In the international festival arena the trend in Indian films selected and screened is finding a fine balance. The films selected from India are also being equated with these made abroad that relate one way or another with India, either in content, location or professional talent and skills.

2014 Toronto showcases four strong films from India –each with a different stamp. Omung Kumar’s Mary Kom has a Bollywood aura to it because of its lead star Priyanka Chopra and its big production values. Shonali Bose’s Margarita, with a Straw has an aura of experienced and sophisticated independent filmmaking attached to it. Manikandan M’s The Crow’s Egg is a regional language film (Tamil) which almost flaunts its art-house trappings but enlivened with a defiant, no-nonsense base to it. In documentary, there is Megha Ramaswamy’s Newborns on one of India’s major social issues – in this case, women subjected to acid burning.

Films in Toronto that came from abroad but linked with India are in number – four of them - and as weighty in comparison and even more varied.

The Hollywood based producer Ashok Amritraj presents the highly-touted film 99 Homes directed by Ramin Bahrani that is totally American in style, subject and pacing. It created a buzz when it premiered in Venice prior to Toronto. The film a minute-by-minute pitched exposure of the mortgage on houses where the court favours the bank. The sizzling thriller unveils layer by layer how a victim can be drawn into the very same ruthless money game that has rendered him homeless and bankrupt.

The international production Tigers by the reputed Bosnian director Danis Tanovic, gives top billing to the well established production company Shikya Entertainment headed by Guneet Monga and Anurag Kashyap. The film, set in Pakistan but shot mostly in Delhi, is on the self-seeking, inhuman greed with which leading western pharmaceutical companies exploit the gullible millions living in the Third World. India’s Emraan Hashmi casts aside his usual flamboyant screen persona and plays a humble middle-class man entrapped in his desperate need to make a living for himself and his joint family.

'The American production Learning to Drive is made by Spanish director Isabel Coixet It stars Ben Kingsley and American actress Patricia Clarkson. Ben Kingsley plays a Sikh taxi driver in the film which is set in New York.

Finally there is the feature-length documentary Monsoon by the celebrated Canadian filmmaker Sturla Gunnarsson. The film is a stirring, dynamic presentation of the onset of the monsoon and what it means to the body and souls of the Indian people as a whole.

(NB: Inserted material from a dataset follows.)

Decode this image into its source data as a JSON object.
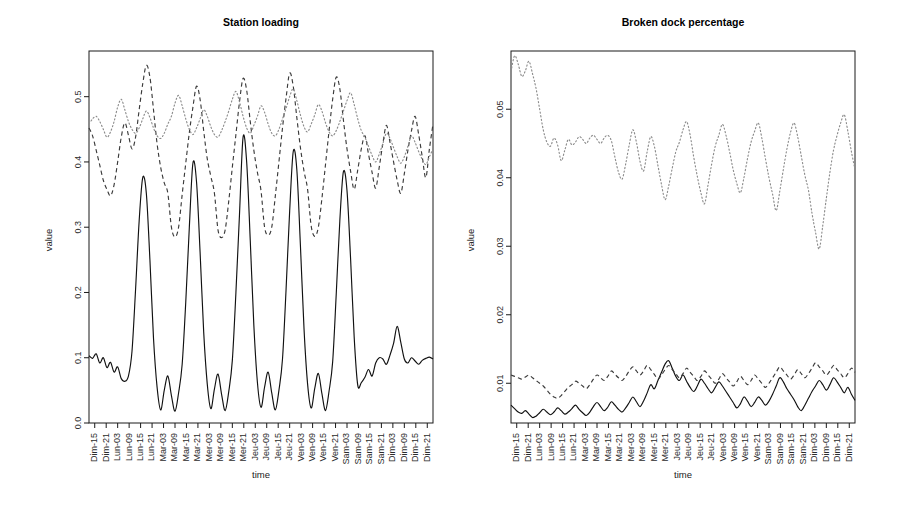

The Toronto collection of films with an Indian touch to them points to an India that has an overwhelming cinematic reach to corners of the world. In a sense, Indian cinema is becoming truly international, mainly because India as a country has such an amazing role and appeal in today’s multi-culturally attuned way of filmmaking. The added dimension coming in from abroad enriches and broadens the cinema that is intrinsic to India.

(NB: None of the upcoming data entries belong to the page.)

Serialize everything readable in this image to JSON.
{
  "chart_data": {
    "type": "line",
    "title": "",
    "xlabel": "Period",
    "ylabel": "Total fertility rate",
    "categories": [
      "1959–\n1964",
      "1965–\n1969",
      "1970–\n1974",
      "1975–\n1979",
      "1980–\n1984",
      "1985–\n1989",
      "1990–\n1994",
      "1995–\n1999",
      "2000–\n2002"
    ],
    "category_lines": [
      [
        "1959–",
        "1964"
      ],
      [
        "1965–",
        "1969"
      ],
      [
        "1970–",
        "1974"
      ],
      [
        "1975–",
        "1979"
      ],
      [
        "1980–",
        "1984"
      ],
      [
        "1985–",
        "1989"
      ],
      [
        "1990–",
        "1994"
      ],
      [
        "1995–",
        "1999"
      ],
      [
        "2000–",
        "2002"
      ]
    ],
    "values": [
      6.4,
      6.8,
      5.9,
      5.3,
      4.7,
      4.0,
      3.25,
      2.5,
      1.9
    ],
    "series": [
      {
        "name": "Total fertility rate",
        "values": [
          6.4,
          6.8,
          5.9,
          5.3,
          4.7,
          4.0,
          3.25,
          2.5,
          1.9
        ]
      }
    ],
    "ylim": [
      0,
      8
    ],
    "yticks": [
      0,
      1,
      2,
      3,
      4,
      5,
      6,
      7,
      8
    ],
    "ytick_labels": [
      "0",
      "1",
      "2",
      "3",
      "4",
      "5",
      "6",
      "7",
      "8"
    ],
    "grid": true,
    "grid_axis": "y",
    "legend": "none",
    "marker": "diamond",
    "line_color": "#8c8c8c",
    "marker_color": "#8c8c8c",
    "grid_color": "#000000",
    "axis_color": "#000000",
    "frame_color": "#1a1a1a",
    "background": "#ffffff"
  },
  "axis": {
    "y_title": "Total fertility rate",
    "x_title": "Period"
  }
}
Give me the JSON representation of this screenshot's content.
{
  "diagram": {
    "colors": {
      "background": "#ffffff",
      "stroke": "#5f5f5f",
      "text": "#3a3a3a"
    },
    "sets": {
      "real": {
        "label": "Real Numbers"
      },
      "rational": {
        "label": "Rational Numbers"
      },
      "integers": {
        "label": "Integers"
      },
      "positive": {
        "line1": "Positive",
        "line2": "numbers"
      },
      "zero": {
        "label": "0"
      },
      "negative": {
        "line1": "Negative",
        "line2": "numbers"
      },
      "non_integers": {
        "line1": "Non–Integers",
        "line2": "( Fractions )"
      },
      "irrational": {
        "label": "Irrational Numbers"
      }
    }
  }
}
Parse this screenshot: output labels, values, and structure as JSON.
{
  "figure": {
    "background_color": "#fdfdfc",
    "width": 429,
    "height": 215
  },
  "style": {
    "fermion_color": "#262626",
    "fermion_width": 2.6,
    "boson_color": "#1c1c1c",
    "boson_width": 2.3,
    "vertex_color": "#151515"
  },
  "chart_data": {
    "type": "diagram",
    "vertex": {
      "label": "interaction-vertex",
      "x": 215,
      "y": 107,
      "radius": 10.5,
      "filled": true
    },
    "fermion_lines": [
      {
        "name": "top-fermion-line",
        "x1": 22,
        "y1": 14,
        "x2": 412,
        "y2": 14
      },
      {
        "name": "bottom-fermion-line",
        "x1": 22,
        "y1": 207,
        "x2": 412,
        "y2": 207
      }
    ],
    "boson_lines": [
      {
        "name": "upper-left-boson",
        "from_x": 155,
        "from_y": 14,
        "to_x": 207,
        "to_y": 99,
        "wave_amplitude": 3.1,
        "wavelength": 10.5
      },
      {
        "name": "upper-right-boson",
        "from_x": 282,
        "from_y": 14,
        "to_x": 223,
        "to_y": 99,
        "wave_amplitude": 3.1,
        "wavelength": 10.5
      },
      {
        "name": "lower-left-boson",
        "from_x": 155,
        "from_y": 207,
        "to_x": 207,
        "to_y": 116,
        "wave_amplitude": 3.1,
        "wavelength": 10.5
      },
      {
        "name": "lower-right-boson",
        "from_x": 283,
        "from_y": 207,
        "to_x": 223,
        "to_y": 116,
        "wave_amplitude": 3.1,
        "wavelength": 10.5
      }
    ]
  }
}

Spot News ! Rare standing ovation for “Margarita”

A radiant Kalki Koechlin jetted into Toronto two hours before world premiere of her film Margarita, with a Straw directed by Shonali Bose. The film played to a packed house. There was a line-up of people of all ages in wheelchairs. Not surprising as the film is a warm and heartening story of a young girl who has cerebral palsy and faces her condition and her future life with zest, courage and determination. The Toronto audience, fed the best of cinema throughout the year and more so at TIFF, are low-key about their appreciation responding with a polite applause at most. Margarita got a prolonged standing ovation. The response all round has been overwhelming. Kalki gives a muted, deeply expressive and affecting performance that makes her a sure-fire contender for best actress at any venue the film is screened.